Amy Anne arrives at school to finds Principal Banazewski waiting at her locker with the custodian and bolt cutters. Amy Anne faces suspension for three days because of the BBLL. Her parents are shocked at her deceit, but also proud to see her care about a cause. On her suspension, Amy Anne discovers that the school board fired Mrs. Jones. Amy Anne pledges to help Mrs. Jones and fight for the return of the books. She assumes Trey told about the BBLL, but soon learns that when Jeffrey Gonzalez’s parents called the school to commend Mrs. Jones for recommending Bridge to Terabithia, Principal Banazewski forced Jeffrey to explain how he got the banned book. Amy Anne realizes Trey is innocent—until she sees him with a tall stack of Request for Reconsideration forms. She assumes he is helping his mother to remove more books, but Trey explains he is using the forms to show the school board how silly it is to remove a book based on one person’s contention. Amy Anne brings Trey to Danny and Rebecca, who love his idea. They spend the rest of the week in preparation for the school board meeting filling out Request forms to remove books for ridiculous reasons.
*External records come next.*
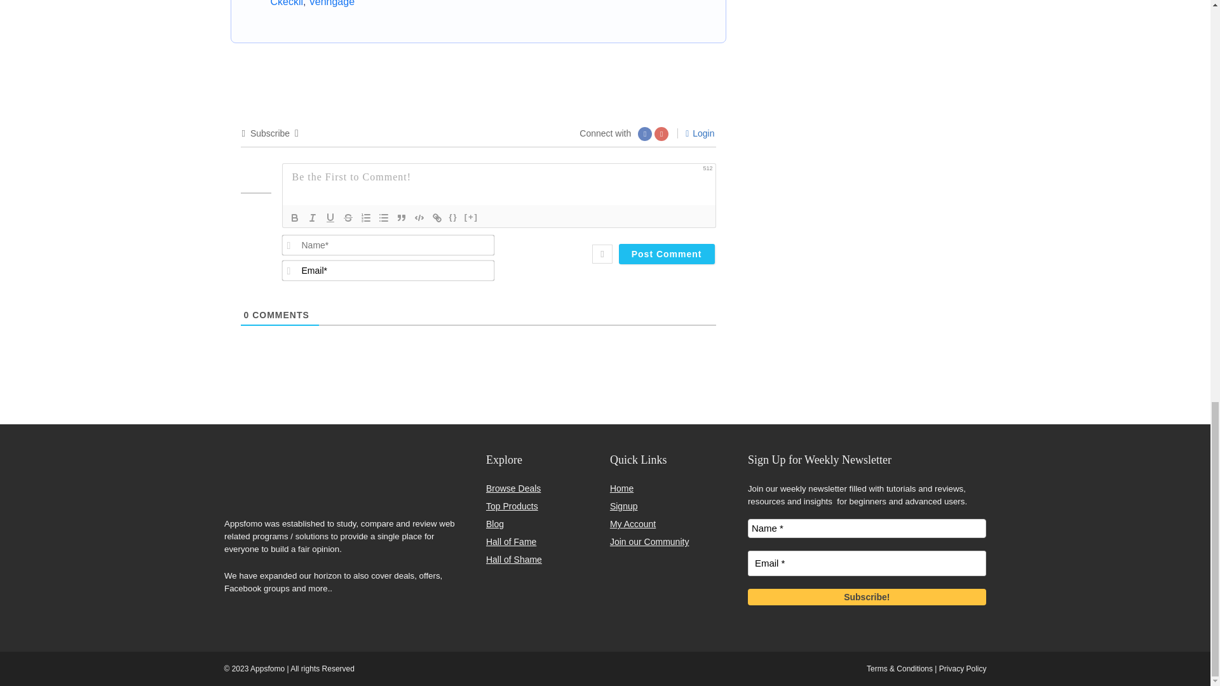  Describe the element at coordinates (366, 217) in the screenshot. I see `Ordered List` at that location.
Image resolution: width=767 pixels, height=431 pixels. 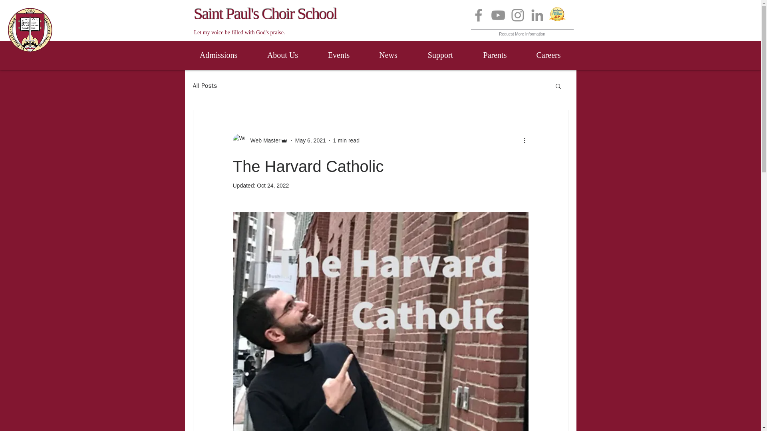 I want to click on 1 min read, so click(x=346, y=141).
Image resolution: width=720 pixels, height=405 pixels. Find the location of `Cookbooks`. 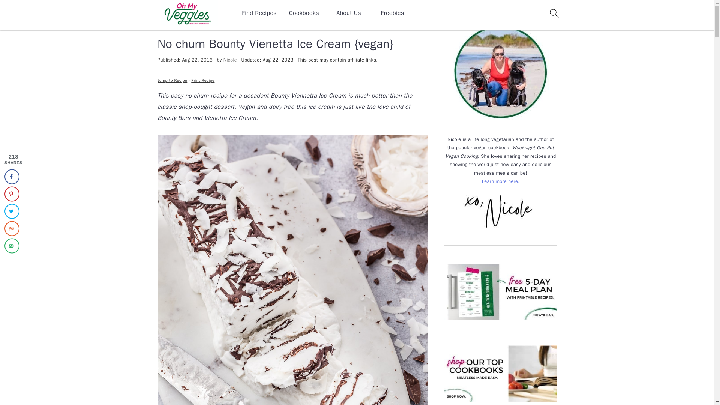

Cookbooks is located at coordinates (304, 13).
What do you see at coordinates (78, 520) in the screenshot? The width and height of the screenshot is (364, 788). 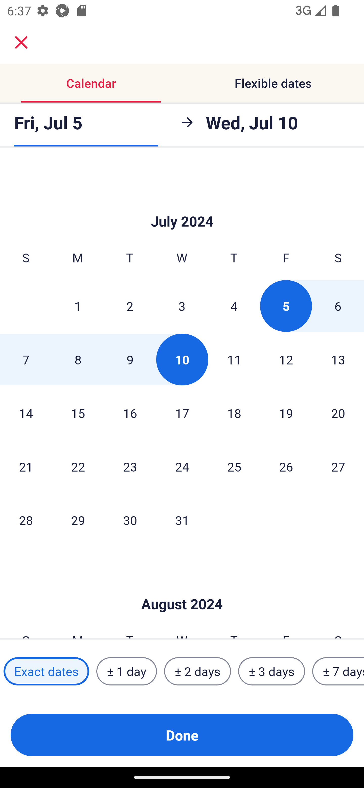 I see `29 Monday, July 29, 2024` at bounding box center [78, 520].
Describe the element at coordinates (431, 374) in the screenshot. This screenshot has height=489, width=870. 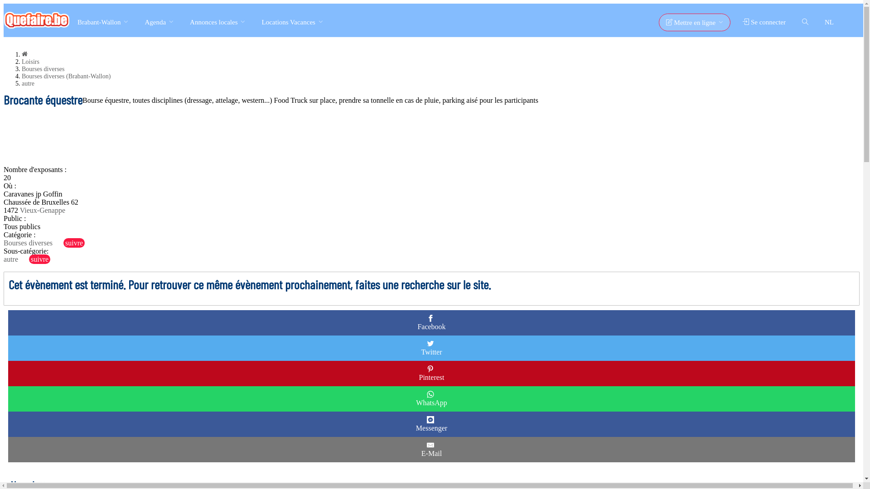
I see `Pinterest` at that location.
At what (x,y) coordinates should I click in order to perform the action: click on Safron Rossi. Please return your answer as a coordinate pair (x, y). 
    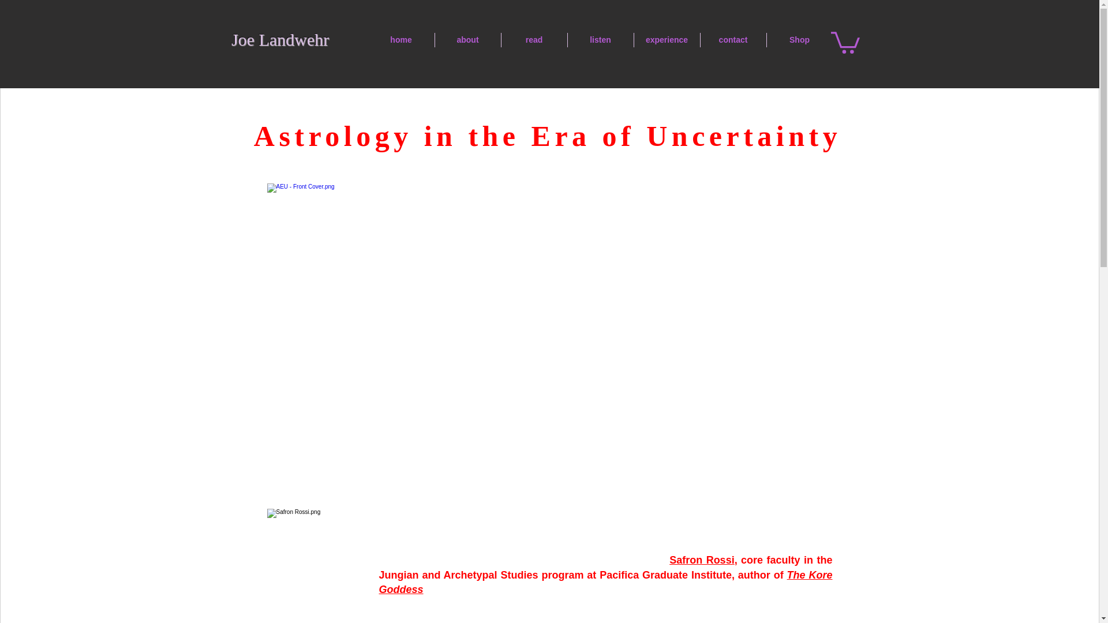
    Looking at the image, I should click on (701, 560).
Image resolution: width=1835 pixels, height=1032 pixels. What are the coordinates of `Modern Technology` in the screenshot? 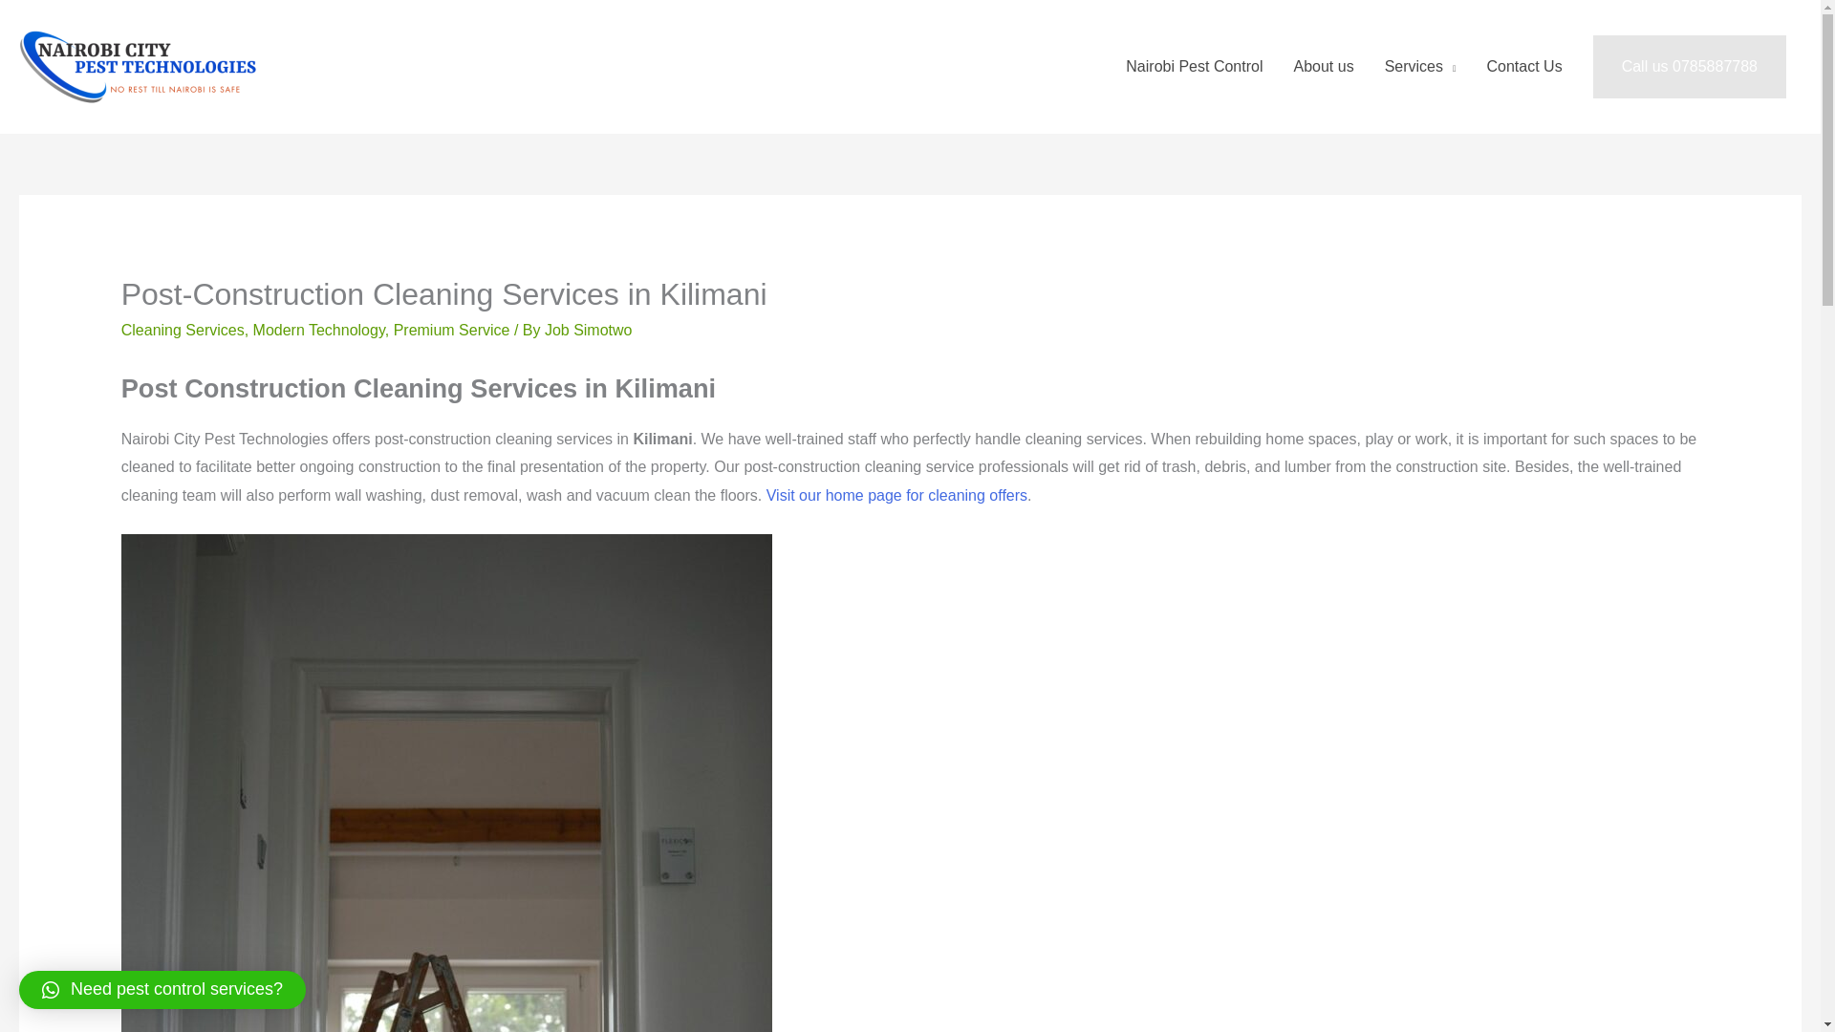 It's located at (319, 330).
The night before the meeting, Amy Anne discovers that her little sister Angelina shredded all 500 of their forms for pretend hay in her pony stable. Amy Anne is so furious that she tries to run away, but soon she returns and has the idea to get help from the entire student body. The next day she and Trey, with Danny and Rebecca’s assistance, organize the completion of over 7,000 Request for Reconsideration forms. That night at the meeting, Amy Anne is nervous but stands to point out the insensibility of banning certain titles based on one person’s opinion of them logically and emphatically, using their own silly Reconsideration forms as cases in point. When Mrs. Spencer insists that the books she bans are harmful to readers, Amy Anne uses an old signature card to reveal that Mrs. Spencer once checked out one of the banned books five times. Amy Anne points out Mrs. Spencer’s meritorious service projects to school and community, showing that she is a good person despite the book’s influence. Mrs. Jones recommends they return the books to the shelves and stick with the approved procedure for requesting reconsideration in the future; the school board hastily agrees, and they reinstate Mrs. Jones as the school librarian. Back at school, Mrs. Jones makes Amy Anne her official student assistant.